Vanessa had been a huge help since her return, Tess couldn’t deny that. She had helped sort out a school, a doctor, all the red tape of moving and claiming child support. She looked after
Oscar whenever Tess needed time on her own and he was always happy to play with her two children, Sam and Rosie. She made Tess feel welcome and wanted, and took her away from the disappointment
that simmered in the air in Tess’s own mother’s house.

Tess hated feeling ungrateful, hated the creeping guilt of it and the familiar, awful doubt as to whether
she
was the one being unreasonable. Martin had been very good at making her
feel that until the resentment that built up inside her corroded everything. She didn’t want to feel the same about her old friend.

Frowning a little, not liking the way her thoughts were going, Tess carried on unpacking. Peanut butter, jam, bread. Eggs and cheese. There would be time enough to try and get some fresh
vegetables down Oscar. For now it would be enough for the two of them to be alone, away from her baffled mother’s resentment.

Away from Martin.

Doing it her own way.

‘Oscar’s only five,’ she pointed out at last. ‘I don’t need to think about any of that just yet.’

‘Well, I think you’re mad!’

A wry smile touched the corner of Tess’s mouth. ‘Funny, that’s exactly what Mum says.’

Her mother couldn’t understand it. ‘I don’t know how you can leave Martin,’ she complained at least once a day. ‘A charming husband who adores you . . . plenty of
money . . . a lovely house in London . . . what more could you possibly want, Theresa?’

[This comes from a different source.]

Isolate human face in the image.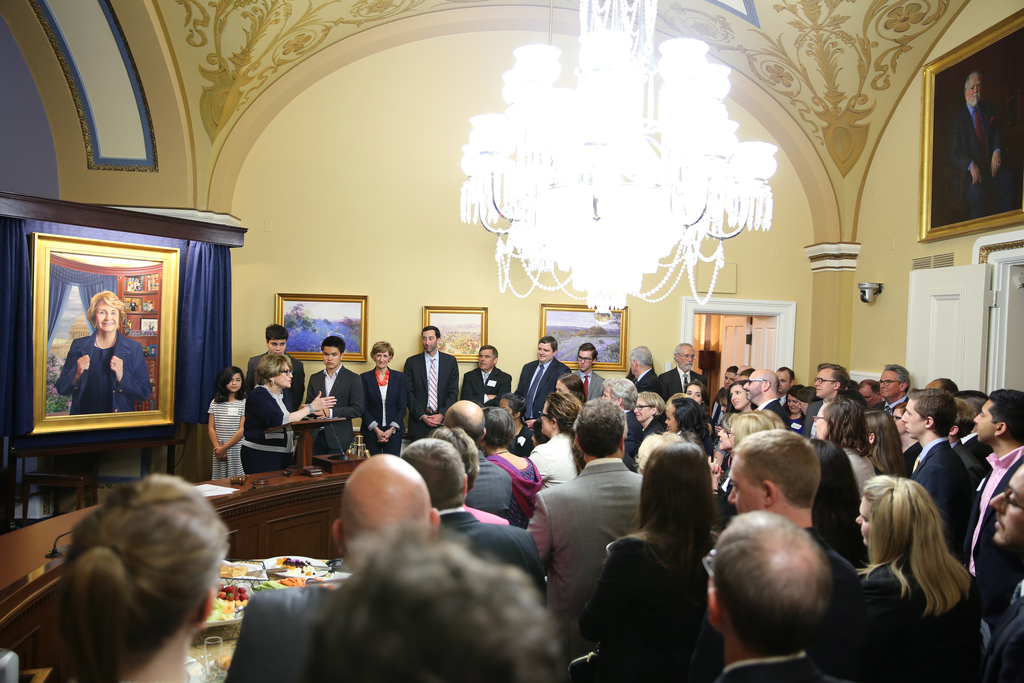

Tess had tried to explain, but Susan Frankland would not be consoled over the humiliating return of the daughter whose wealthy and successful husband she had boasted so much about over the
years. She took Tess’s new status as a single mother with a failed marriage as a personal affront. It had been a long two weeks before Richard Landrow went off on research leave and handed
over the key to his flat.

Now Tess looked down at the empty carrier bags that she was automatically folding into neat squares, and deliberately scrumpled them up into a ball so that she could toss them in the bin.
Drawing a breath, she turned back to Vanessa.